My hope for this day is that people revisit what it truly means to be a “witness,” what it truly means to engage in the act of “bearing witness.” The latter is not a consumptive or commodifying practice; the former is not a formal title nor a bullet point on a résumé. To be a true witness, to bear witness, is a largely silent and solitary practice, one that requires that one watch, actively, and understand, actively, and then work diligently to prevent such evils from recurring. That work is not showy, it does not seek to erase the people whom it truly concerns, it is not done for honors or accolades. It is done because it is the right thing to do, because it is a moral imperative.

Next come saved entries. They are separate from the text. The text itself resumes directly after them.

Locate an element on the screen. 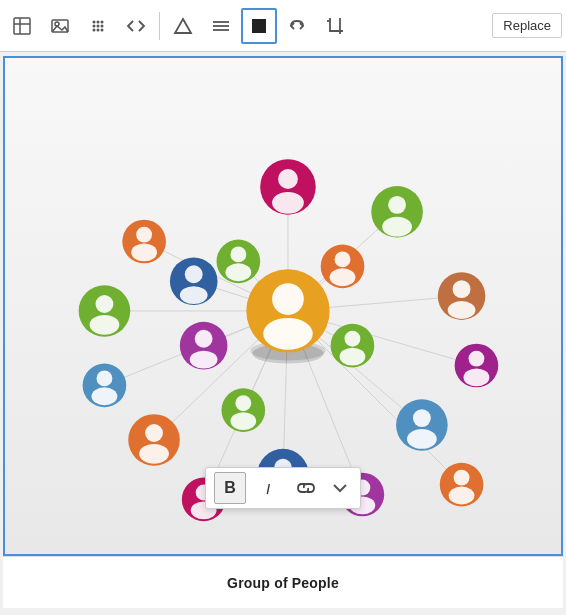 The height and width of the screenshot is (615, 566). caption-text: Group of People is located at coordinates (283, 583).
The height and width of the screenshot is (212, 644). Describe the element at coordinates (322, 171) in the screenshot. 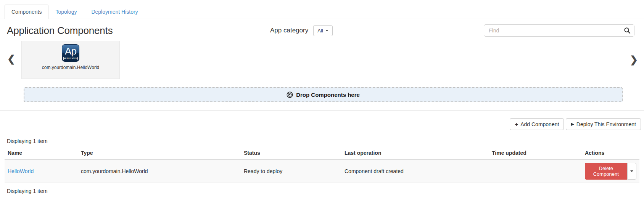

I see `table-row: HelloWorld com.yourdomain.HelloWorld Rea…` at that location.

On this day, there is a concerted effort on social media among members of Black communities to #ReclaimMLK. It is the right thing to do. I hope the rest of our world, white folks and non-Black people of color alike who regard themselves as allies in this ongoing fight, will take their efforts to heart. I hope all of us will likewise use this day to reclaim the word “witness,” to return it to its true and abundantly necessary meaning.
To do the work.
The Rev. Dr. Martin Luther King, Jr. did the work. He paid with his life. In the face of such sacrifice, an in the ongoing and emergent nature of the crisis in our communities, the least the rest of us can do is to be a witness . . . and then to put our heads down, our shoulders to the stone, and do the work required.